Selecting Container for "Top 20" Application

J

Jorgen Grahn

for(..300K items..)
{
get(item);
pq.push(item);
if (pq.size() > 20)
pq.pop()
}


The priority queue always has the "highest"* value available for
immediate removal. Let's say there are 20 items in the priority
queue, stuff a new item in, and then you have 21, with the "highest"
one of those immediately removable. Since we only want the top 20,
just pull that extra one off and discard it.

Ah, of course! I was mentally placing the elements in the wrong
order, so that pop() would prematurely remove a candidate for the
top-20 list rather than an obvious non-candidate.

You're right, this is the obvious way to do it.

And perhaps I should be more used to dealing with priority queues.
I *do* know what it is, but I couldn't apply it correctly to this
problem.

/Jorgen
 
J

James Kanze

I am looking for an STL container that will efficiently handle a "Top
20" list. Specifically, I have >300,000 data records that I must scan
to find and store the highest 20 values.
None of the available STL containers seems well suited for this
application. For example:
- array, even though fixed in size, seems cumbersome to use: no delete
or erase function is available; insertion at some point is difficult;
etc. Replacement of the "end value" and sorting might work, but it's
tedious and slow...
- vector, while having insert & erase functions, incurs repeated size
expansion (expensive!) and truncation to maintain a fixed size.
Appending a new value if it's greater than the 20th element, followed by
sorting and truncation might be less work, but it might be very slow to
execute.
- queue/deque, set, and stack seem inappropriate for this application,
and the others (map, list, etc.) are completely unusable here.
Am I missing something? Is/are there reasonably efficient ways to
use array or vector that are appropriate? TIA

The most obvious solution is std::vector, but keeping a maximum
of 20 elements in it, and using std::push_heap and std::pop_heap
to manage it. All of the algorithms you need are already
present in the standard library.
 
L

Luca Risolia

Sebastian said:
Finding top-elements via heap-extract: m*O(log n)

So a heap can be the better choice. It would be interesting to measure,
if this is true with n=300k and m=20.

Oh right, std::vector and std::make/push/pop_heap() might be a better choice,
but probably std::priority_queue is not ideal for the user needs, as it would
require to remove the elements from the container each time to get the "top
20" list.
 
J

Jorgen Grahn

Oh right, std::vector and std::make/push/pop_heap() might be a better choice,
but probably std::priority_queue is not ideal for the user needs, as it would
require to remove the elements from the container each time to get the "top
20" list.

Not /each/ time. Most elements can be discarded immediately without
inserting them, unless the input is already sorted.

/Jorgen
 
S

Sebastian Pfützner

The most obvious solution is std::vector, but keeping a maximum
of 20 elements in it, and using std::push_heap and std::pop_heap
to manage it. All of the algorithms you need are already
present in the standard library.

This also has the advantage that you don't need to remove the
top-elements from the vector as with the priority_queue. std::pop_heap
just swaps the top_element into the back. Do this 20 times and you have
your top-elements in [last - 20, last). You can simply reinert those
elements back into the heap. You also follow the same procedure when you
need to change the value of elements. (pop, change back element, push).
 
S

Sebastian Pfützner

The most obvious solution is std::vector, but keeping a maximum
of 20 elements in it, and using std::push_heap and std::pop_heap
to manage it. All of the algorithms you need are already
present in the standard library.

This also has the advantage that you don't need to remove the
top-elements from the vector as with the priority_queue. std::pop_heap
just swaps the top_element into the back. Do this 20 times and you have
your top-elements in [last - 20, last). You can simply reinert those
elements back into the heap. You also follow the same procedure when you
need to change the value of elements. (pop, change back element, push).

To clarify: I would store all elements in this vector and keep the
heap-sort-order in sync. This has the advantage that it is still
efficient if the top-elements are computed more than once after elements
are added/removed/changed. James' proposal does not have this property,
because the heap hast to be rebuild every time by iterating over all
elements even if only some elements changed.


> _ABOUT THIS TASK_: Below are the records; copy each line in which "elements" occurs.

========================

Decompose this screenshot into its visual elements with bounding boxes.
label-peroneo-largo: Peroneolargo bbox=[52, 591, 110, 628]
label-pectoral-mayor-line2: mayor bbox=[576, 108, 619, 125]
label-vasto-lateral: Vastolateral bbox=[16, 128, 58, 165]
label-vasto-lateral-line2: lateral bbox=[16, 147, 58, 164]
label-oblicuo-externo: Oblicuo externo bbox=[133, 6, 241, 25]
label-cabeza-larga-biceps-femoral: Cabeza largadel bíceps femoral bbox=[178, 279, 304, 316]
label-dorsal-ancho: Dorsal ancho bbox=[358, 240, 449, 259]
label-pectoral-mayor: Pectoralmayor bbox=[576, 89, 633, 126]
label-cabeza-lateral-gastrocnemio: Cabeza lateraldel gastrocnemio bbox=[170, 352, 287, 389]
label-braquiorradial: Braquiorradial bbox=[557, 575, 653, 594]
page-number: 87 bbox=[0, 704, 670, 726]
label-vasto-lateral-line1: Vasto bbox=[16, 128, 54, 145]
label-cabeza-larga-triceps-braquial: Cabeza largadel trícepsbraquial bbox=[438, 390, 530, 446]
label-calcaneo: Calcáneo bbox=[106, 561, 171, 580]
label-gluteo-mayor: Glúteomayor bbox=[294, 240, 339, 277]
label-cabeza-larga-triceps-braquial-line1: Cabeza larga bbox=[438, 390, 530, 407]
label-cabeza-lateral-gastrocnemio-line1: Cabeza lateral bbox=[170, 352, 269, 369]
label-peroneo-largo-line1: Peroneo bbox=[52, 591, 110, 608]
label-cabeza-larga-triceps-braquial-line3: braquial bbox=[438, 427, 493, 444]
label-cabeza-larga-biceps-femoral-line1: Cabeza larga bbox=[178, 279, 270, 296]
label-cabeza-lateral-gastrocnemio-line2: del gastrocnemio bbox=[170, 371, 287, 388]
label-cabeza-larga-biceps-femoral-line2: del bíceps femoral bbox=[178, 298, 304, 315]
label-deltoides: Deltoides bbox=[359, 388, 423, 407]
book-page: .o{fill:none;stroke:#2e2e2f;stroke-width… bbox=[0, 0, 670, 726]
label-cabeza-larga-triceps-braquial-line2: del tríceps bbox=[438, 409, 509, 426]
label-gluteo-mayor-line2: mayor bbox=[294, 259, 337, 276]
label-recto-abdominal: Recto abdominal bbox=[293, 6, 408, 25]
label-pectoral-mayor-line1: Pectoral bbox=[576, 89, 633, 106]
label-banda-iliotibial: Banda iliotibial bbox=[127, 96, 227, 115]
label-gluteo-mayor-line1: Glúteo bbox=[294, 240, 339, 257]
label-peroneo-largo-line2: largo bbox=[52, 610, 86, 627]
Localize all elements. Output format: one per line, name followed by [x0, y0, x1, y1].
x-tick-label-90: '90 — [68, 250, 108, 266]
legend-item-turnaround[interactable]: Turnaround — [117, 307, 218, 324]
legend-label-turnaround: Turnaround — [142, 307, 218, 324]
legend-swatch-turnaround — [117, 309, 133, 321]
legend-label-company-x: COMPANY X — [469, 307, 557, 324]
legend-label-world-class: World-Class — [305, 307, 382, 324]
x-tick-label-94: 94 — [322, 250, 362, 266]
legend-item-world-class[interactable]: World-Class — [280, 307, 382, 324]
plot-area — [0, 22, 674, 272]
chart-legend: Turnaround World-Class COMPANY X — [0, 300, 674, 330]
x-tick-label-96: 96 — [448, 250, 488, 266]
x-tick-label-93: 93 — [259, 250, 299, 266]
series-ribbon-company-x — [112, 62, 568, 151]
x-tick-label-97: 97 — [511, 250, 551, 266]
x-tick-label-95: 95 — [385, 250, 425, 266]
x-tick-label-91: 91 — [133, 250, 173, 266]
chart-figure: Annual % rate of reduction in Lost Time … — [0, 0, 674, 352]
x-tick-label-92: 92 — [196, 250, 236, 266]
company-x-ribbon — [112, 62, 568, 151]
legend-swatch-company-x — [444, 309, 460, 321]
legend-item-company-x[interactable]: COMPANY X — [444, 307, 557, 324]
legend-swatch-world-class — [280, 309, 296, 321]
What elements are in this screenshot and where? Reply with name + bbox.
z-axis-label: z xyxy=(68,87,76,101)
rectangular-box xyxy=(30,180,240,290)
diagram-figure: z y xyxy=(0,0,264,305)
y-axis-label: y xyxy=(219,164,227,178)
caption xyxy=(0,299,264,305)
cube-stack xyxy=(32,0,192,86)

========================

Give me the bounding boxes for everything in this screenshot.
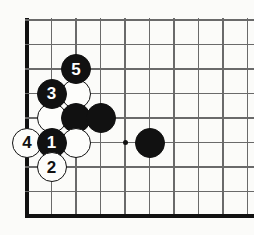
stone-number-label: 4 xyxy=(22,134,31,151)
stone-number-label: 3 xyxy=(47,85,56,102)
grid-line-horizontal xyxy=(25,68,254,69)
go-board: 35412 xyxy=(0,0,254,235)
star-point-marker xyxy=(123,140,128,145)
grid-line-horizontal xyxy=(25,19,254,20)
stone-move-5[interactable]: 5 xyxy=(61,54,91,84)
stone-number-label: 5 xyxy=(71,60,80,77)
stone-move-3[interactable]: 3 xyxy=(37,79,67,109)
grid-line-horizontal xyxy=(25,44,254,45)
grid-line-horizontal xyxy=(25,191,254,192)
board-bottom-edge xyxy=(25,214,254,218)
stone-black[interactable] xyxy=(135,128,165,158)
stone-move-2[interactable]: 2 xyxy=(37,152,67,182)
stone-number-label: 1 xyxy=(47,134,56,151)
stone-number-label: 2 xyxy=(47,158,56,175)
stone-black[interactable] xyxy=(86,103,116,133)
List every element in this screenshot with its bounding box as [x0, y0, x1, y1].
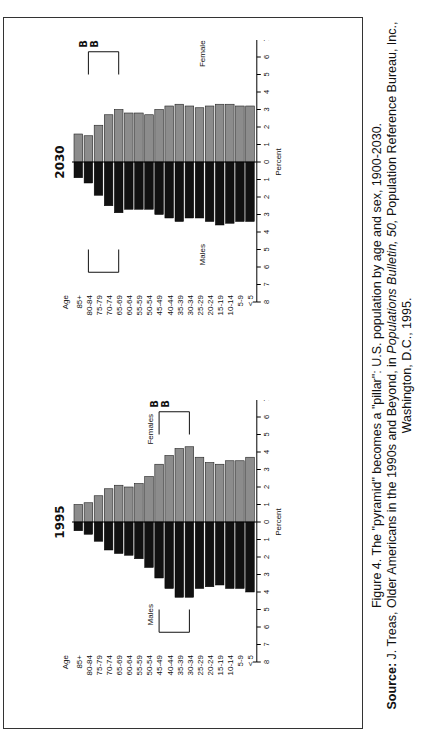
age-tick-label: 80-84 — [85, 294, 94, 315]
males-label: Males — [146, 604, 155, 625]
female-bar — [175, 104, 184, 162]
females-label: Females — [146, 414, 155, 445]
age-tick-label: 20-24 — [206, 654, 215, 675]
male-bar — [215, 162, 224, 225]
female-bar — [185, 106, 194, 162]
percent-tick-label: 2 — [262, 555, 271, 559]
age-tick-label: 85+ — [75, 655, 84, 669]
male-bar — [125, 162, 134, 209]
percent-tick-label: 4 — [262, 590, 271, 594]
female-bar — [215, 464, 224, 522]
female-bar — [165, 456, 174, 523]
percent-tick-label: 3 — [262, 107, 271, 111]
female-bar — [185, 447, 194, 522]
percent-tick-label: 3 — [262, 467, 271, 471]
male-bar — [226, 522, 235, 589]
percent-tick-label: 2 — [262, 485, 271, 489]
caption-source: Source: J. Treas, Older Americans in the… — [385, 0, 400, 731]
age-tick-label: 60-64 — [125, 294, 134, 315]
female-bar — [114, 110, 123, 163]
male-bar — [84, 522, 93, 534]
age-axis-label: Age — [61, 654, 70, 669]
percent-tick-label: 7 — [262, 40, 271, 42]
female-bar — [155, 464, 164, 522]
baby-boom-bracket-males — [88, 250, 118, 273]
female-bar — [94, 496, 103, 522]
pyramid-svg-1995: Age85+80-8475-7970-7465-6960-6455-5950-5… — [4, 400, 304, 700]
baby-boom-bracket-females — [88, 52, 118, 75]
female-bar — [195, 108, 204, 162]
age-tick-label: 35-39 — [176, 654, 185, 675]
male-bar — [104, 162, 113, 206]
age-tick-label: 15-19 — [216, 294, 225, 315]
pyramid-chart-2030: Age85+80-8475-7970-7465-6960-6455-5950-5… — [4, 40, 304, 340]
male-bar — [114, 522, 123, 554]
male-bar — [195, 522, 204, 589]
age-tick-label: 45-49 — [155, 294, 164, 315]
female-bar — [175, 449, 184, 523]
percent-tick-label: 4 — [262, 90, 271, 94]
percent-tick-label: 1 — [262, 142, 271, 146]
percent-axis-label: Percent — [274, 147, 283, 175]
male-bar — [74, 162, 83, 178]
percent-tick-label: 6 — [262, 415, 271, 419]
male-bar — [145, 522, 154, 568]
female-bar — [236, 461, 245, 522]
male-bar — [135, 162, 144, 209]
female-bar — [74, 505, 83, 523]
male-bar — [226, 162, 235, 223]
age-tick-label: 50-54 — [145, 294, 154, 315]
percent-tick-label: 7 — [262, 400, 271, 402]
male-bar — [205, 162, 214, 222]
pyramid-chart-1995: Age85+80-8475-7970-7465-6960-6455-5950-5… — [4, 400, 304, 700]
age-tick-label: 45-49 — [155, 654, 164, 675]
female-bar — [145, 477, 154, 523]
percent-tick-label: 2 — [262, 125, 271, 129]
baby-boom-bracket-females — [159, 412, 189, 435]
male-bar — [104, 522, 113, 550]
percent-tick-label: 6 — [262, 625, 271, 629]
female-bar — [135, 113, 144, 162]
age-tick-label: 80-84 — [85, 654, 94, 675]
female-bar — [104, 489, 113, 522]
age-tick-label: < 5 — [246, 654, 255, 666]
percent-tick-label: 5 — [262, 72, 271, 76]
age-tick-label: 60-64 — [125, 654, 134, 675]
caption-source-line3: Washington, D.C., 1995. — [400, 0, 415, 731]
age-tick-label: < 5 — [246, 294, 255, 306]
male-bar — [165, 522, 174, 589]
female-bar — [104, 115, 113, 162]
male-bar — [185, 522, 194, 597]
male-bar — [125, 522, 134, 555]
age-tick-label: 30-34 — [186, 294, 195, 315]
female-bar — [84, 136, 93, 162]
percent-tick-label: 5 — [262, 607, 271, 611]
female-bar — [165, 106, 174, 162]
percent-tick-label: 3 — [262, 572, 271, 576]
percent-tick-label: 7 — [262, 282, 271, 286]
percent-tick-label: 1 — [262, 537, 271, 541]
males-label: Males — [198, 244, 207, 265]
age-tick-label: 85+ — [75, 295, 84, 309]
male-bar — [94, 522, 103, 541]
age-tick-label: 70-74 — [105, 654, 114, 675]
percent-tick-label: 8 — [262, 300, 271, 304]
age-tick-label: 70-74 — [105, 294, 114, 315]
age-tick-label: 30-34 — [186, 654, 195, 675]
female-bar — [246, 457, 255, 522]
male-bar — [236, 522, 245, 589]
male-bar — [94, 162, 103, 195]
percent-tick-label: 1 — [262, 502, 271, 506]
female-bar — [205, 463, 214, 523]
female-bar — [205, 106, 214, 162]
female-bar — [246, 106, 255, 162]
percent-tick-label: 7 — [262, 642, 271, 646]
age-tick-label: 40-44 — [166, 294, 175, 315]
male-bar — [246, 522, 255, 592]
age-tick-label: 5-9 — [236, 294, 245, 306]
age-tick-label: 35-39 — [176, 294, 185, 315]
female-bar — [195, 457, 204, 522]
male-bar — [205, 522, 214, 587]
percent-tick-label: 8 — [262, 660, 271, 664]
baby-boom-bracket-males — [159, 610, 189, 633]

========================

> _RESULT BELOW_:
Decompose this screenshot into its visual elements with bounding boxes.
Localize all elements. Output format: one per line, name followed by [x0, y0, x1, y1].
What elements are in this screenshot and where? Reply with name + bbox.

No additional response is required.